Computational methods are making firearm evidence more statistically sound
It was mid-morning on 14 February 1929 when seven men gathered in a Chicago, Illinois garage. One man was a mechanic who reportedly worked on cars for a lucrative but criminal enterprise five of the remaining six men were involved in – the syndicate headed by mobster George ‘Bugs’ Moran. The final man was an optometrist who reportedly ‘found excitement in associating with gentlemen reported to be “tough”’. Bugs Moran, a rival to fellow Chicago mobster Al Capone, was supposed to attend but failed to show. Criminal enterprises like those run by Moran and Capone were trafficking in an array of illegal products and services during one of the most infamous periods of US history – Prohibition. The much debated movements to dry out America saw the prohibition of ‘the manufacture, sale, or transportation of intoxicating liquors’. The ‘noble experiment’ of Prohibition is often pointed to as having ‘produced crime, violence, and a flourishing illegal liquor trade’.
The illegal liquor trade was seemingly the real business that went on in the aforementioned garage, which was described as a Moran gang ‘whisky depot’. So perhaps it was unsurprising to neighbors when a car ‘of the type used by police squads in Chicago’ arrived on that February morning. Four or five men in uniform exited the vehicle, half of whom ‘were carrying weapons resembling riot guns’. What happened next, however, sent shockwaves across the US. The seven men in the garage were lined against an interior wall and shot in what became known as the St Valentine’s Day Massacre.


Please give back word for word the lines of the material below between the line containing "You are a GUI" and the line containing "This screenshot has width=1296, height=643.", inclusive.

_ _ _ _ _ _ _

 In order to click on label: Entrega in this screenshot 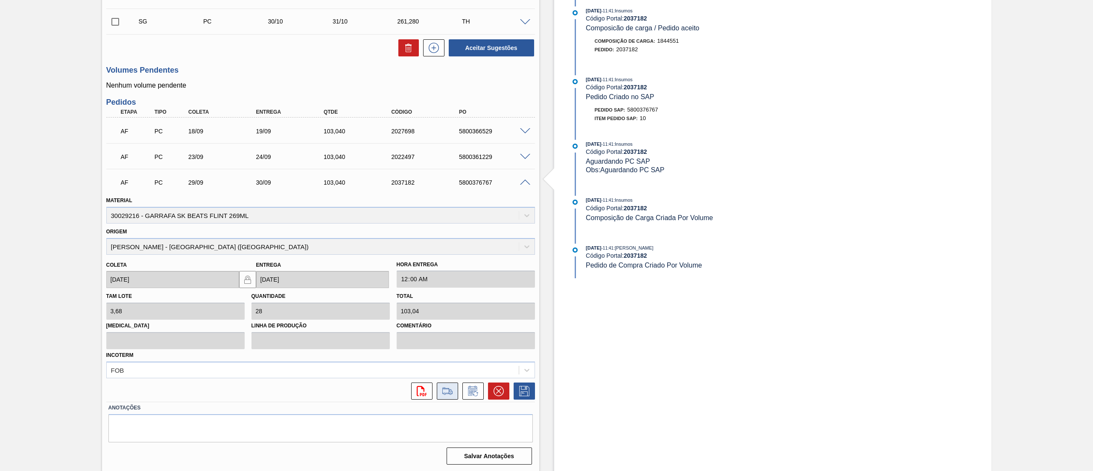, I will do `click(269, 265)`.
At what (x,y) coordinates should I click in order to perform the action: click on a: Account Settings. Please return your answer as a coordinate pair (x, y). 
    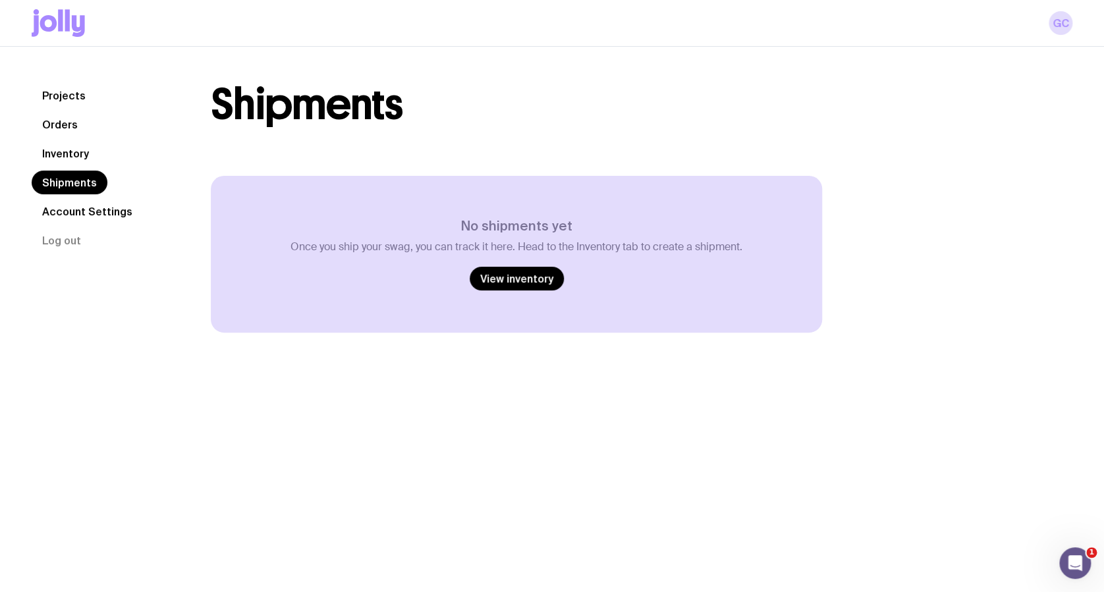
    Looking at the image, I should click on (87, 211).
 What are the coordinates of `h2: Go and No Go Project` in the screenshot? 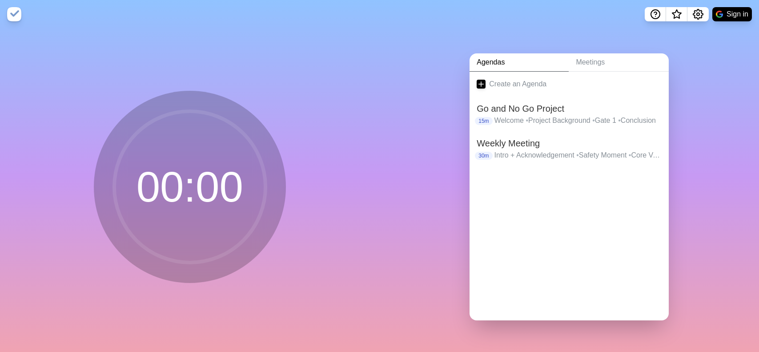 It's located at (569, 109).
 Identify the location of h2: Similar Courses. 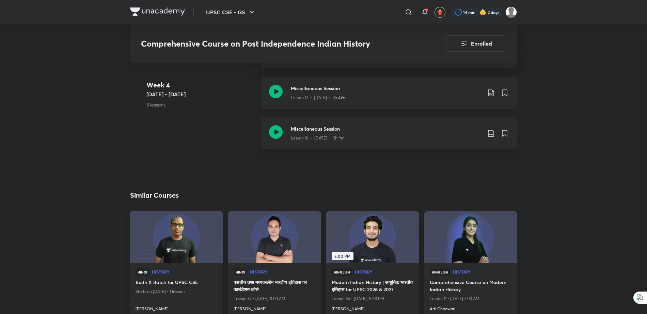
(154, 196).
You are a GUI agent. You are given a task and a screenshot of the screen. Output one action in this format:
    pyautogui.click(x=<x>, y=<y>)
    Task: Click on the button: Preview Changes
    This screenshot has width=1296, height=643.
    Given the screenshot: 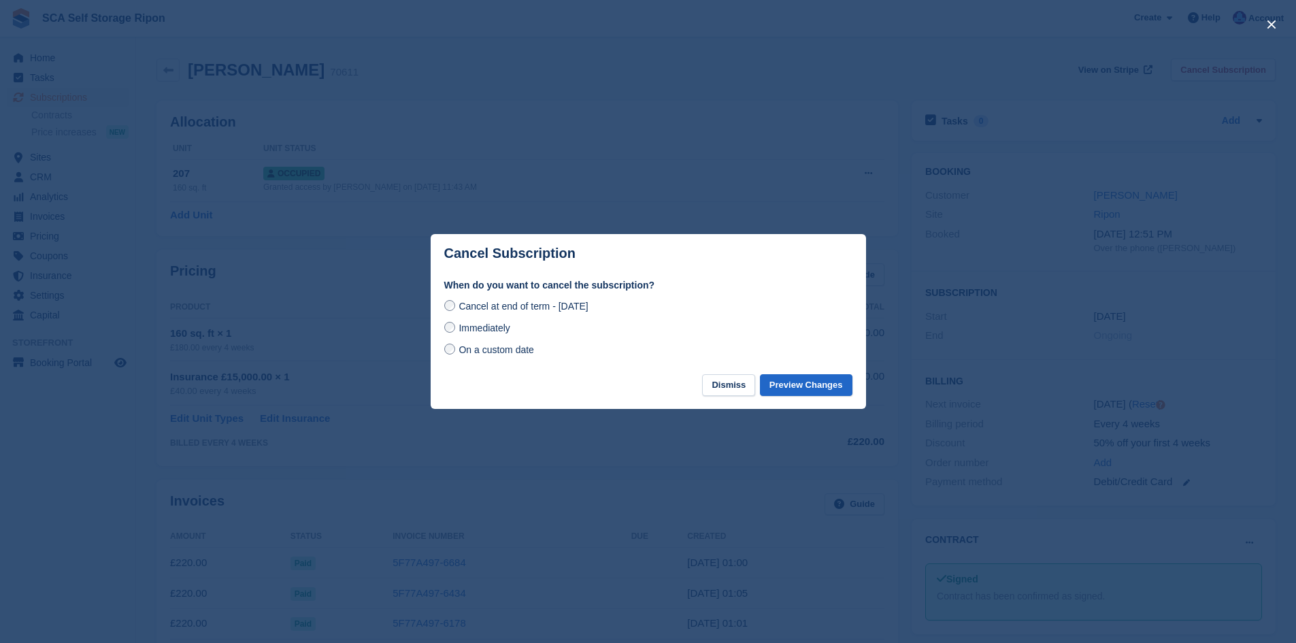 What is the action you would take?
    pyautogui.click(x=806, y=385)
    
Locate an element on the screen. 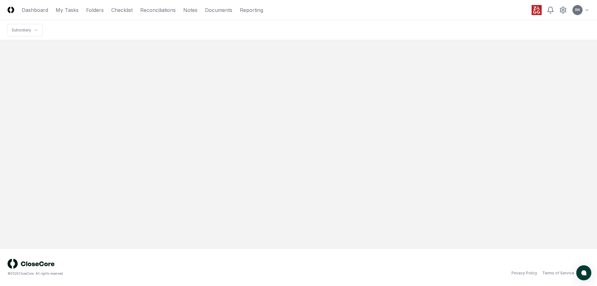  img: Logo is located at coordinates (11, 10).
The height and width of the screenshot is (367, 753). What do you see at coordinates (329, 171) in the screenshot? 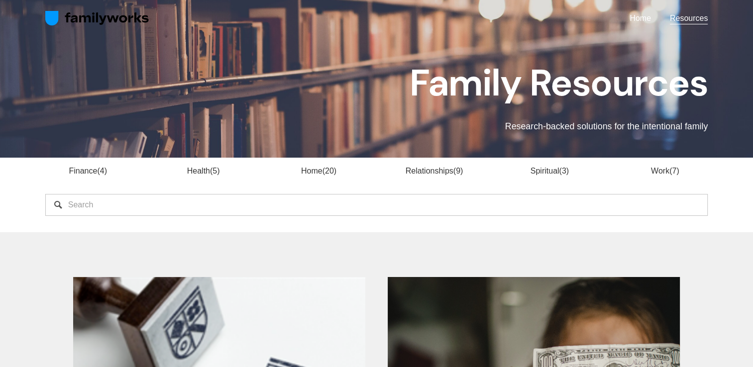
I see `span: 20` at bounding box center [329, 171].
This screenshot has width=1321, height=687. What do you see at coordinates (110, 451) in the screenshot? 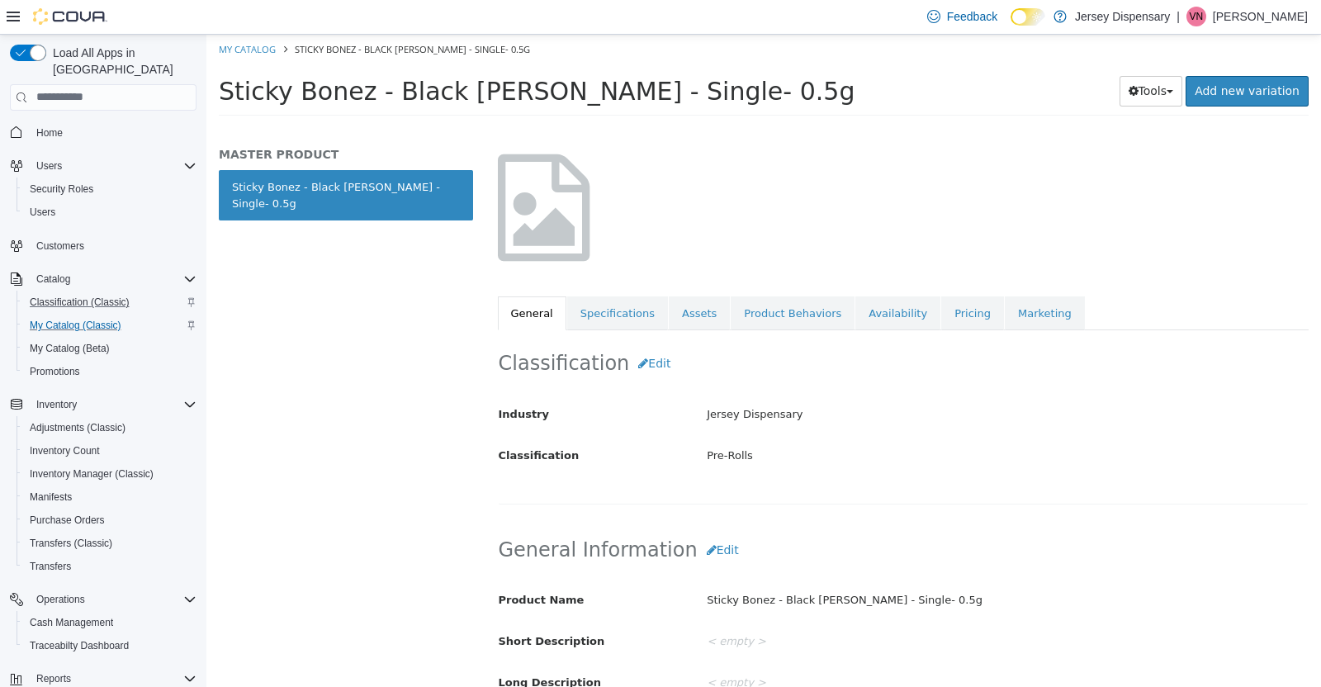
I see `button: Inventory Count` at bounding box center [110, 451].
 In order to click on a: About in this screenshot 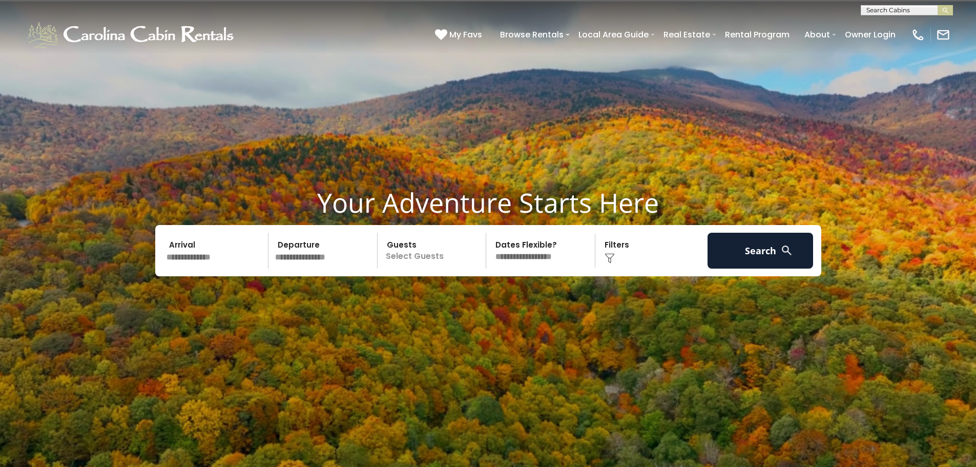, I will do `click(817, 34)`.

_ _ _ _ _ _ _

* [Output below]:
You are a GUI agent. You are given a task and a screenshot of the screen. Output one action in this format:
    pyautogui.click(x=<x>, y=<y>)
    Task: Click on the button: Preview Changes
    This screenshot has width=1296, height=643.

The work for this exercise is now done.